Astute observers will also note that democracy doesn't work if your voting pool is larger than about 70 people because there are too many conflicting interests at play, but enough of that, this week we are talking about real clowns, or at least real clowns in the movies.

And while the Whistler Village 8 listings never hit my inbox before press time, the two biggest movies coming out are the new Joker flick and a "documentary" called Wrinkles the Clown. Both look disturbing—on the screen and beyond it.

Online videos of Wrinkles The Clown began surfacing in Florida back in 2015. The premise was that an out-of-work children's entertainer "added some edge."

For a fee, Wrinkles would come terrorize misbehaving children or teenagers looking for thrills.

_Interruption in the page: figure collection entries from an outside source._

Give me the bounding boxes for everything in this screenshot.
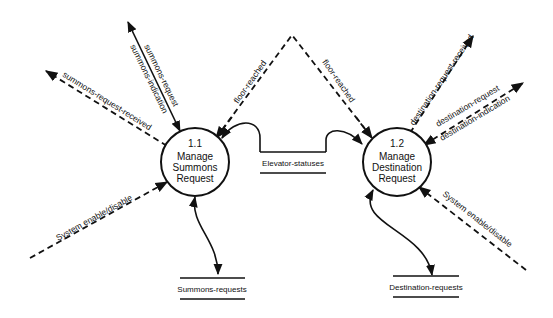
store-elevator-statuses[interactable]: Elevator-statuses [260, 159, 326, 173]
store-summons-requests[interactable]: Summons-requests [177, 278, 246, 299]
store-label: Elevator-statuses [262, 159, 324, 168]
flow-elevator-statuses [222, 123, 362, 152]
flow-label-system-enable-disable-right: System enable/disable [441, 189, 515, 250]
flow-label-floor-reached-left: floor-reached [231, 58, 268, 105]
store-label: Destination-requests [389, 283, 462, 292]
process-label-line3: Request [378, 173, 415, 184]
flow-label-floor-reached-right: floor-reached [320, 57, 357, 104]
flow-label-system-enable-disable-left: System enable/disable [54, 192, 134, 242]
process-number: 1.1 [188, 138, 202, 149]
data-flow-diagram: summons-request summons-indication summo… [0, 0, 553, 318]
flow-summons-requests [194, 197, 218, 274]
process-label-line2: Summons [172, 162, 217, 173]
store-label: Summons-requests [177, 285, 246, 294]
process-label-line1: Manage [177, 151, 214, 162]
flow-floor-reached: floor-reached floor-reached [216, 35, 372, 138]
flow-label-destination-request-received: destination-request-received [407, 32, 475, 127]
process-label-line1: Manage [379, 151, 416, 162]
flow-label-summons-request-received: summons-request-received [61, 69, 154, 132]
flow-system-enable-disable-left: System enable/disable [30, 182, 167, 258]
store-destination-requests[interactable]: Destination-requests [389, 276, 462, 297]
process-1-1[interactable]: 1.1 Manage Summons Request [161, 128, 229, 196]
process-label-line3: Request [176, 173, 213, 184]
process-number: 1.2 [390, 138, 404, 149]
process-1-2[interactable]: 1.2 Manage Destination Request [363, 128, 431, 196]
process-label-line2: Destination [372, 162, 422, 173]
flow-system-enable-disable-right: System enable/disable [419, 187, 526, 270]
flow-destination-requests [370, 190, 432, 275]
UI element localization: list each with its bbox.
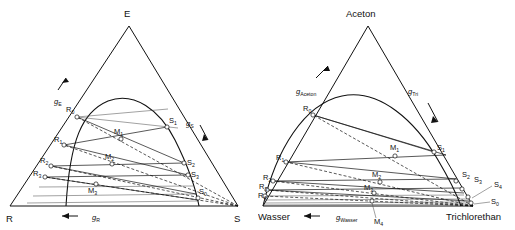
right-point-M2	[378, 180, 382, 184]
right-label-S2: S2	[462, 170, 470, 180]
right-label-R4: R4	[258, 191, 266, 201]
svg-text:gR: gR	[92, 213, 100, 223]
right-label-S4: S4	[494, 180, 502, 190]
left-point-R3	[43, 175, 47, 179]
left-label-M1: M1	[114, 127, 123, 137]
left-tie-line-4	[39, 186, 193, 187]
left-axis-label-gR: gR	[92, 213, 100, 223]
right-point-S0	[469, 201, 473, 205]
right-axis-label-gTri: gTri	[408, 87, 418, 97]
right-op-line-1	[313, 115, 446, 155]
left-point-M2	[110, 162, 114, 166]
left-vertex-S: S	[234, 213, 240, 224]
right-label-M3: M3	[364, 183, 373, 193]
left-point-S2	[182, 161, 186, 165]
svg-text:gAceton: gAceton	[296, 87, 316, 97]
left-arrow-gS	[200, 125, 208, 141]
right-point-M4	[370, 199, 374, 203]
right-axis-label-gWasser: gWasser	[336, 213, 358, 223]
svg-text:gS: gS	[186, 119, 194, 129]
right-leader-S4	[472, 186, 492, 198]
left-vertex-E: E	[124, 8, 130, 19]
left-point-R0	[75, 115, 79, 119]
right-point-R1	[284, 160, 288, 164]
left-label-R2: R2	[40, 156, 48, 166]
left-point-R2	[49, 164, 53, 168]
left-ray-s-to-r2	[51, 166, 238, 206]
gE-sub: E	[58, 101, 62, 107]
svg-text:gE: gE	[54, 97, 62, 107]
right-tie-line-6	[263, 202, 469, 203]
figure-canvas: E R S gE gS gR R0 R1 R2 R3 M1 M2 M3 S1 S…	[0, 0, 515, 230]
left-arrow-gE	[58, 78, 69, 90]
left-label-M3: M3	[88, 186, 97, 196]
right-label-S1: S1	[437, 143, 445, 153]
right-point-S2	[454, 179, 458, 183]
left-ternary-diagram: E R S gE gS gR R0 R1 R2 R3 M1 M2 M3 S1 S…	[0, 0, 258, 230]
left-label-R1: R1	[54, 135, 62, 145]
svg-text:gTri: gTri	[408, 87, 418, 97]
left-label-S3: S3	[191, 170, 199, 180]
left-point-R1	[62, 143, 66, 147]
right-label-M1: M1	[390, 143, 399, 153]
left-label-R3: R3	[33, 169, 41, 179]
left-axis-label-gE: gE	[54, 97, 62, 107]
left-point-S0	[196, 196, 200, 200]
right-point-S3	[460, 187, 464, 191]
left-ray-s-to-r0	[77, 117, 238, 206]
left-label-R0: R0	[66, 105, 74, 115]
right-arrow-gAceton	[316, 66, 330, 78]
left-point-M1	[119, 137, 123, 141]
left-op-line-2	[64, 145, 188, 175]
right-point-M1	[393, 154, 397, 158]
gS-sub: S	[190, 123, 194, 129]
right-leader-M4	[372, 203, 376, 218]
left-op-line-3	[51, 166, 196, 194]
left-tie-line-0b	[77, 117, 178, 128]
left-axis-label-gS: gS	[186, 119, 194, 129]
right-vertex-Trichlorethan: Trichlorethan	[446, 211, 501, 222]
right-axis-label-gAceton: gAceton	[296, 87, 316, 97]
right-label-S3: S3	[474, 175, 482, 185]
right-op-line-2	[286, 162, 456, 179]
left-label-S1: S1	[169, 116, 177, 126]
right-vertex-Aceton: Aceton	[346, 8, 376, 19]
right-point-S4	[466, 195, 470, 199]
right-arrow-gWasser	[304, 213, 320, 219]
left-op-line-4	[45, 177, 198, 200]
left-point-S1	[165, 125, 169, 129]
right-point-S1	[432, 150, 436, 154]
right-label-S0: S0	[491, 197, 499, 207]
left-label-S2: S2	[187, 158, 195, 168]
right-point-R0	[311, 113, 315, 117]
right-ternary-diagram: Aceton Wasser Trichlorethan gAceton gTri…	[258, 0, 515, 230]
svg-text:gWasser: gWasser	[336, 213, 358, 223]
left-ray-s-to-r1	[64, 145, 238, 206]
right-tie-line-1	[286, 155, 446, 162]
right-label-M4: M4	[374, 217, 383, 227]
right-vertex-Wasser: Wasser	[258, 211, 290, 222]
gR-sub: R	[96, 217, 100, 223]
left-arrow-gR	[62, 213, 78, 219]
left-point-S3	[186, 173, 190, 177]
right-leader-S0	[474, 202, 490, 204]
left-tie-line-3	[45, 175, 188, 177]
right-tie-line-7	[263, 204, 471, 205]
right-point-R2	[271, 179, 275, 183]
right-label-R1: R1	[276, 153, 284, 163]
right-arrow-gTri	[428, 103, 438, 123]
left-tie-line-6	[27, 201, 198, 203]
left-vertex-R: R	[6, 213, 13, 224]
left-label-M2: M2	[105, 152, 114, 162]
right-label-R0: R0	[303, 104, 311, 114]
left-point-M3	[94, 182, 98, 186]
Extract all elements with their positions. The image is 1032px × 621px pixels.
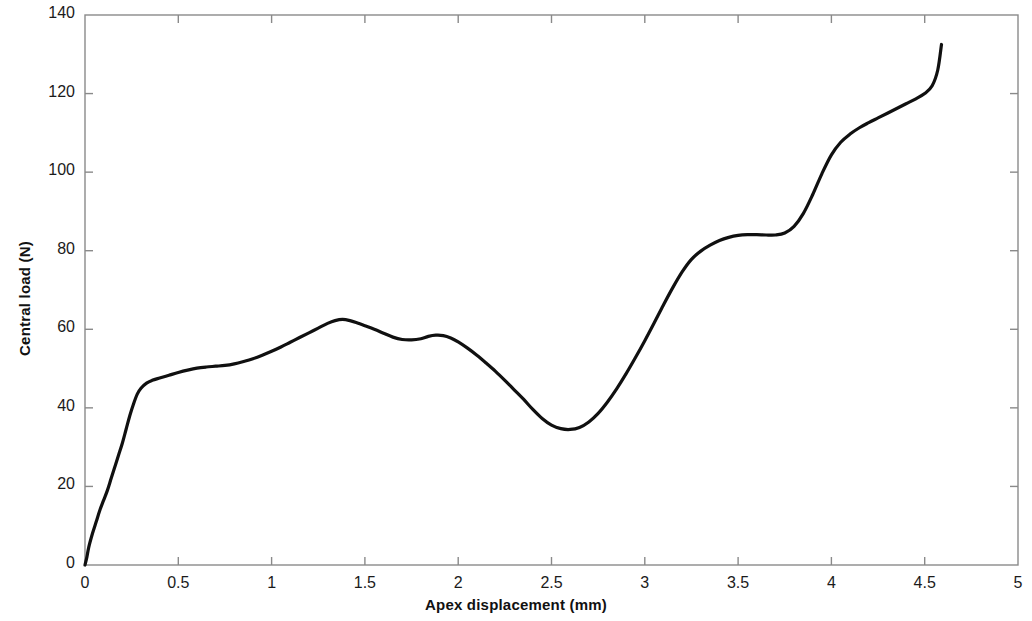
x-tick-label: 4.5 — [895, 574, 955, 592]
plot-frame — [85, 15, 1018, 565]
y-tick-label: 120 — [15, 83, 75, 101]
x-tick-label: 4 — [801, 574, 861, 592]
chart-figure: Apex displacement (mm) Central load (N) … — [0, 0, 1032, 621]
x-tick-label: 2 — [428, 574, 488, 592]
y-tick-label: 140 — [15, 4, 75, 22]
x-tick-label: 3 — [615, 574, 675, 592]
x-tick-label: 0 — [55, 574, 115, 592]
x-tick-label: 3.5 — [708, 574, 768, 592]
x-tick-label: 1 — [242, 574, 302, 592]
y-tick-label: 40 — [15, 397, 75, 415]
x-tick-label: 0.5 — [148, 574, 208, 592]
x-tick-label: 5 — [988, 574, 1032, 592]
y-tick-label: 80 — [15, 240, 75, 258]
plot-canvas — [0, 0, 1032, 621]
x-tick-label: 1.5 — [335, 574, 395, 592]
x-axis-title: Apex displacement (mm) — [0, 596, 1032, 613]
y-tick-label: 60 — [15, 318, 75, 336]
y-tick-label: 0 — [15, 554, 75, 572]
x-tick-label: 2.5 — [522, 574, 582, 592]
y-tick-label: 100 — [15, 161, 75, 179]
y-tick-label: 20 — [15, 475, 75, 493]
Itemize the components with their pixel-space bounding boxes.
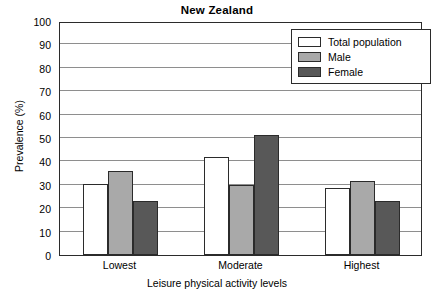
legend-item: Total population xyxy=(298,34,425,49)
y-tick-label: 70 xyxy=(39,87,51,97)
y-tick-label: 0 xyxy=(45,251,51,261)
chart-title: New Zealand xyxy=(0,4,434,16)
gridline xyxy=(60,160,421,161)
gridline xyxy=(60,114,421,115)
bar xyxy=(254,135,279,256)
y-tick-label: 100 xyxy=(33,17,51,27)
bar xyxy=(229,185,254,255)
legend-swatch-icon xyxy=(298,67,321,77)
gridline xyxy=(60,90,421,91)
x-tick-label: Highest xyxy=(344,259,380,271)
y-tick-label: 60 xyxy=(39,111,51,121)
x-axis-title: Leisure physical activity levels xyxy=(0,277,434,289)
bar xyxy=(108,171,133,255)
legend-label: Male xyxy=(328,51,351,63)
y-axis-tick-labels: 0102030405060708090100 xyxy=(0,22,55,256)
y-tick-label: 30 xyxy=(39,181,51,191)
y-tick-label: 90 xyxy=(39,40,51,50)
legend-swatch-icon xyxy=(298,37,321,47)
y-tick-label: 20 xyxy=(39,204,51,214)
legend-label: Total population xyxy=(328,36,402,48)
bar xyxy=(375,201,400,255)
gridline xyxy=(60,137,421,138)
legend-item: Female xyxy=(298,64,425,79)
y-tick-label: 50 xyxy=(39,134,51,144)
x-axis-tick-labels: LowestModerateHighest xyxy=(59,259,422,275)
y-tick-label: 80 xyxy=(39,64,51,74)
y-tick-label: 40 xyxy=(39,157,51,167)
y-tick-label: 10 xyxy=(39,228,51,238)
x-tick-label: Moderate xyxy=(218,259,262,271)
legend-swatch-icon xyxy=(298,52,321,62)
chart-legend: Total populationMaleFemale xyxy=(291,29,431,84)
x-tick-label: Lowest xyxy=(103,259,136,271)
bar xyxy=(83,184,108,255)
bar xyxy=(133,201,158,255)
bar xyxy=(325,188,350,255)
chart-figure: New Zealand Prevalence (%) 0102030405060… xyxy=(0,0,434,297)
bar xyxy=(204,157,229,255)
bar xyxy=(350,181,375,255)
legend-label: Female xyxy=(328,66,363,78)
legend-item: Male xyxy=(298,49,425,64)
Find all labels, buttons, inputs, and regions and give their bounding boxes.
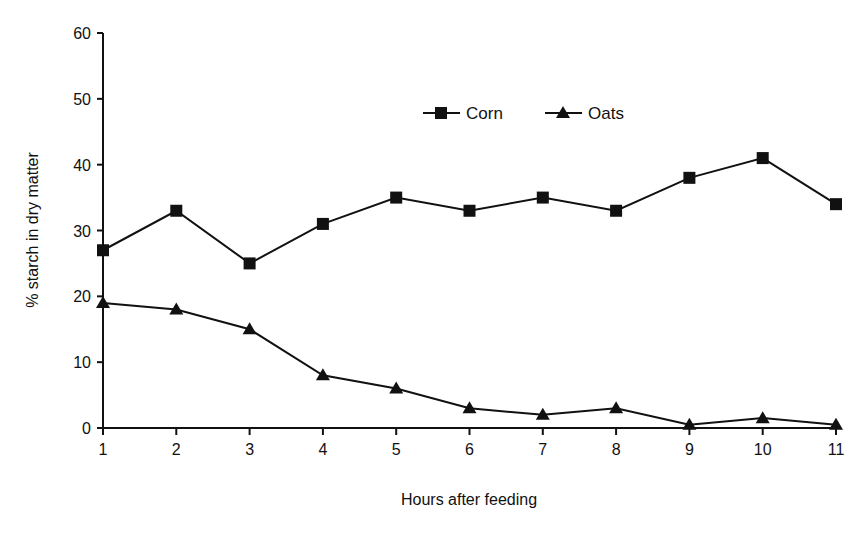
oats-marker-icon	[316, 368, 330, 380]
corn-marker-icon	[464, 205, 476, 217]
legend-label-corn: Corn	[466, 104, 503, 123]
y-tick-label: 60	[73, 25, 91, 42]
x-tick-label: 11	[828, 441, 845, 458]
x-tick-label: 2	[172, 441, 181, 458]
corn-marker-icon	[610, 205, 622, 217]
y-tick-label: 30	[73, 223, 91, 240]
y-tick-label: 0	[82, 420, 91, 437]
corn-marker-icon	[390, 192, 402, 204]
x-tick-label: 8	[612, 441, 621, 458]
x-tick-label: 9	[685, 441, 694, 458]
oats-marker-icon	[96, 296, 110, 308]
y-tick-label: 10	[73, 354, 91, 371]
corn-marker-icon	[830, 198, 842, 210]
corn-marker-icon	[757, 152, 769, 164]
x-tick-label: 1	[99, 441, 108, 458]
y-tick-label: 20	[73, 288, 91, 305]
x-tick-label: 5	[392, 441, 401, 458]
x-tick-label: 7	[538, 441, 547, 458]
x-tick-label: 10	[754, 441, 772, 458]
x-tick-label: 6	[465, 441, 474, 458]
corn-marker-icon	[683, 172, 695, 184]
x-tick-label: 4	[318, 441, 327, 458]
oats-marker-icon	[609, 401, 623, 413]
corn-marker-icon	[170, 205, 182, 217]
y-tick-label: 40	[73, 157, 91, 174]
y-axis-title: % starch in dry matter	[24, 152, 41, 308]
x-axis-title: Hours after feeding	[401, 491, 537, 508]
corn-marker-icon	[244, 257, 256, 269]
oats-marker-icon	[756, 411, 770, 423]
corn-marker-icon	[537, 192, 549, 204]
corn-marker-icon	[317, 218, 329, 230]
line-chart: 01020304050601234567891011Hours after fe…	[0, 0, 864, 533]
legend-label-oats: Oats	[588, 104, 624, 123]
y-tick-label: 50	[73, 91, 91, 108]
corn-marker-icon	[97, 244, 109, 256]
legend-corn-marker-icon	[435, 107, 447, 119]
x-tick-label: 3	[245, 441, 254, 458]
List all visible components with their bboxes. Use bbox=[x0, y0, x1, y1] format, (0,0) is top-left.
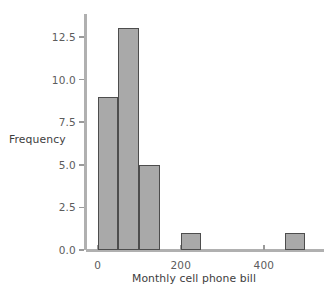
y-tick-label-wrap: 5.0 bbox=[30, 159, 76, 171]
y-tick-label-wrap: 10.0 bbox=[30, 74, 76, 86]
y-tick-label: 2.5 bbox=[36, 201, 76, 213]
y-tick-label: 12.5 bbox=[36, 31, 76, 43]
y-tick-mark bbox=[79, 121, 84, 123]
y-tick-label: 0.0 bbox=[36, 244, 76, 256]
x-tick-label: 200 bbox=[170, 259, 191, 271]
x-tick-label: 400 bbox=[254, 259, 275, 271]
y-tick-label: 5.0 bbox=[36, 159, 76, 171]
histogram-figure: Frequency 0.02.55.07.510.012.5 0200400 M… bbox=[0, 0, 332, 297]
y-tick-mark bbox=[79, 79, 84, 81]
histogram-bar bbox=[98, 97, 119, 250]
x-axis-title: Monthly cell phone bill bbox=[0, 272, 332, 285]
y-tick-mark bbox=[79, 249, 84, 251]
y-tick-mark bbox=[79, 36, 84, 38]
y-axis-title: Frequency bbox=[9, 133, 66, 146]
y-tick-mark bbox=[79, 207, 84, 209]
y-tick-label-wrap: 12.5 bbox=[30, 31, 76, 43]
y-tick-label-wrap: 2.5 bbox=[30, 201, 76, 213]
histogram-bar bbox=[285, 233, 306, 250]
histogram-bar bbox=[118, 28, 139, 250]
y-tick-label-wrap: 0.0 bbox=[30, 244, 76, 256]
x-tick-label-wrap: 200 bbox=[161, 254, 201, 273]
x-tick-label-wrap: 400 bbox=[244, 254, 284, 273]
y-tick-mark bbox=[79, 164, 84, 166]
y-tick-label: 7.5 bbox=[36, 116, 76, 128]
y-tick-label-wrap: 7.5 bbox=[30, 116, 76, 128]
histogram-bar bbox=[139, 165, 160, 250]
plot-area bbox=[86, 14, 322, 250]
x-tick-label-wrap: 0 bbox=[78, 254, 118, 273]
histogram-bar bbox=[181, 233, 202, 250]
y-tick-label: 10.0 bbox=[36, 74, 76, 86]
x-tick-label: 0 bbox=[94, 259, 101, 271]
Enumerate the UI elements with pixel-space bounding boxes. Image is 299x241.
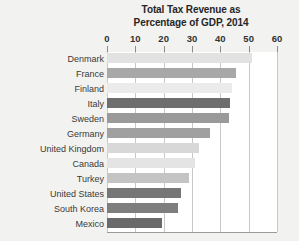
bar	[107, 68, 236, 78]
bar	[107, 143, 199, 153]
x-axis-line	[107, 232, 277, 233]
x-axis-tick-label: 40	[205, 33, 235, 44]
bar	[107, 173, 189, 183]
chart-title: Total Tax Revenue as Percentage of GDP, …	[96, 3, 286, 29]
category-label: South Korea	[0, 204, 104, 214]
category-label: United States	[0, 189, 104, 199]
gridline	[249, 52, 250, 232]
category-label: Sweden	[0, 114, 104, 124]
bar	[107, 53, 252, 63]
category-label: Germany	[0, 129, 104, 139]
plot-area	[107, 52, 277, 232]
category-label: Italy	[0, 99, 104, 109]
gridline	[192, 52, 193, 232]
x-axis-tick	[220, 46, 221, 52]
chart-title-line-1: Total Tax Revenue as	[96, 3, 286, 16]
category-label: France	[0, 69, 104, 79]
bar	[107, 128, 210, 138]
chart-figure: Total Tax Revenue as Percentage of GDP, …	[0, 0, 299, 241]
category-label: Turkey	[0, 174, 104, 184]
x-axis-tick-label: 0	[92, 33, 122, 44]
gridline	[220, 52, 221, 232]
x-axis-tick	[277, 46, 278, 52]
category-label: Canada	[0, 159, 104, 169]
x-axis-tick	[107, 46, 108, 52]
bar	[107, 218, 162, 228]
gridline	[277, 52, 278, 232]
x-axis-tick-label: 60	[262, 33, 292, 44]
x-axis-tick-label: 30	[177, 33, 207, 44]
category-label: Denmark	[0, 54, 104, 64]
y-axis-category-labels: DenmarkFranceFinlandItalySwedenGermanyUn…	[0, 52, 104, 232]
x-axis-tick	[164, 46, 165, 52]
chart-title-line-2: Percentage of GDP, 2014	[96, 16, 286, 29]
x-axis-tick-label: 20	[149, 33, 179, 44]
category-label: Finland	[0, 84, 104, 94]
bar	[107, 188, 181, 198]
bar	[107, 158, 195, 168]
bar	[107, 113, 229, 123]
bar	[107, 98, 230, 108]
bar	[107, 203, 178, 213]
x-axis-tick-label: 10	[120, 33, 150, 44]
x-axis-tick	[135, 46, 136, 52]
bar	[107, 83, 232, 93]
x-axis-tick-label: 50	[234, 33, 264, 44]
x-axis-tick	[249, 46, 250, 52]
category-label: Mexico	[0, 219, 104, 229]
category-label: United Kingdom	[0, 144, 104, 154]
x-axis-tick	[192, 46, 193, 52]
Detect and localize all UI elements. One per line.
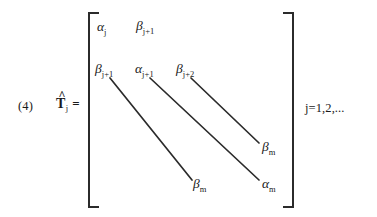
matrix-entry-beta-m-upper: βm <box>262 140 275 156</box>
equation-left-hand-side: ^ Tj = <box>56 96 80 113</box>
entry-subscript: j+1 <box>143 26 155 36</box>
matrix-entry-beta-m-lower: βm <box>193 177 206 193</box>
matrix-entry-beta-j-plus-2: βj+2 <box>176 62 194 78</box>
entry-subscript: j+1 <box>142 69 154 79</box>
entry-subscript: j+2 <box>183 69 195 79</box>
matrix-entry-alpha-j-plus-1: αj+1 <box>135 62 154 78</box>
greek-letter: β <box>193 176 200 191</box>
greek-letter: β <box>262 139 269 154</box>
equation-figure: (4) ^ Tj = αj βj+1 βj+1 αj+1 βj+2 βm βm … <box>0 0 377 217</box>
matrix-symbol: ^ Tj <box>56 96 68 113</box>
entry-subscript: m <box>269 184 276 194</box>
entry-subscript: m <box>200 184 207 194</box>
matrix-entry-beta-j-plus-1-row1: βj+1 <box>136 19 154 35</box>
matrix-entry-beta-j-plus-1-row2: βj+1 <box>95 62 113 78</box>
greek-letter: β <box>95 61 102 76</box>
matrix-bracket-left <box>88 12 99 208</box>
equation-number: (4) <box>18 99 33 114</box>
matrix-bracket-right <box>283 12 294 208</box>
entry-subscript: j+1 <box>102 69 114 79</box>
hat-accent-icon: ^ <box>59 89 66 101</box>
diagonal-ellipsis-line <box>191 78 259 143</box>
matrix-entry-alpha-j: αj <box>97 20 107 36</box>
diagonal-ellipsis-line <box>110 78 192 180</box>
matrix-entry-alpha-m: αm <box>262 177 276 193</box>
greek-letter: β <box>136 18 143 33</box>
entry-subscript: j <box>104 27 106 37</box>
matrix-symbol-subscript: j <box>66 103 68 113</box>
entry-subscript: m <box>269 147 276 157</box>
equals-sign: = <box>72 96 79 112</box>
index-range-annotation: j=1,2,... <box>305 101 345 116</box>
diagonal-ellipsis-line <box>150 78 259 180</box>
greek-letter: β <box>176 61 183 76</box>
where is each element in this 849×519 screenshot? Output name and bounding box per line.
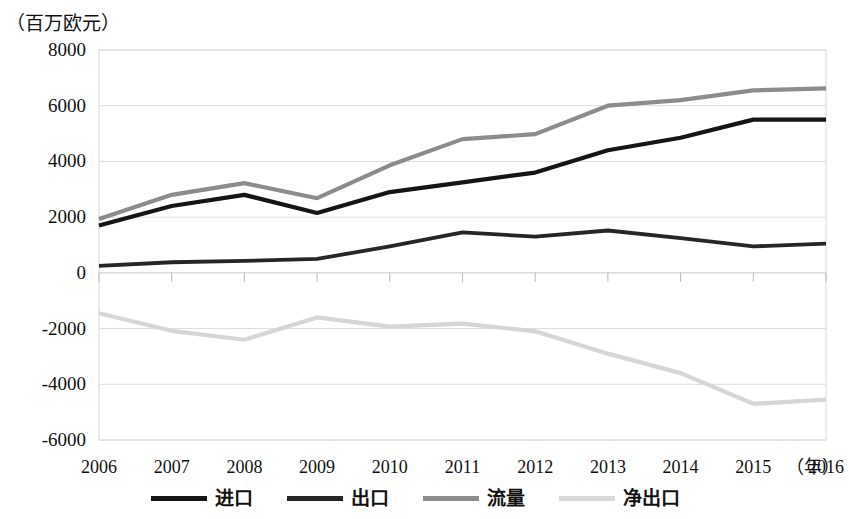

Instead of spanking your kids or taking away the WiFi password when they misbehave, why not emotionally scar them for life?

Wrinkles got some b-rate talk show play and the Florida media ate it up. Then someone tried to crowdfund an independent documentary and ultimately failed, or did they? This Wrinkles "documentary" features found footage, re-enactments, staged interviews and a lot of moody dialogue from the "real" person behind the Wrinkles mask, a gruff, faceless retiree who remembers getting the belt as a kid and claims his brand of "psychological warfare" is a much softer form of punishment.

Then there's a twist, which doesn't play that well at all. Wrinkles misses some good opportunities to examine the role fear plays in our youth and why it should probably be best left alone there.

The other clown this week has been making big waves since he premiered at the Venice film fest last month. Joker stars Joaquin Phoenix as the lead in an origin story of the Joker, Gotham City's greatest villain.

It's worth noting that this flick is not meant to be part of the DC universe continuity so Phoenix's Joker will not appear in any future Batman or Justice League flicks. Writer/director/producer Todd Phillips made his name as bro-comedy savant (Old School, Road Trip, The Hangover) but he's been shifting to more serious material of late.

With the freedom of a standalone story, Phillips essentially lifts the plot of Carrie (unpopular, unstable loner with mom issues and no real support loses it and wants to burn the world down) and puts it through an early '80s NYC filter (think Taxi Driver) to bring the Joker character all the way back to when he was an almost normal guy with a normal name—Arthur Fleck, crappy sidewalk clown with dreams of stand-up glory.

This movie is dark, serious, violent and humourless as we watch Fleck's descent into madness. It can be read as a rebuttal to Heath "Why so serious?" Ledger's award-winning Joker portrayal in The Dark Knight.

This time out, Phoenix goes for it, full-method, and he and the film are gathering a lot of praise for "humanizing" a comic book icon, and making the first "serious" comic movie, but none of it is very fun.

Essentially an existential horror movie turned in on itself, Joker is really well done but not uplifting in any way. As such, there are the folks who think glamourizing a depressed-and-downtrodden soul-turned-psychopath will only inspire other impressionable depressed souls to become psychopaths themselves. And it probably will—movies, books, music and culture always influence people' actions.

The solution to curbing culture-inspired violence is not through censoring the art though, but rather by nurturing a culture with more parental love, conversation, attention and care.

Making it more difficult for the depressed and downtrodden to access guns also has a positive effect, but that's enough with the politics, for now.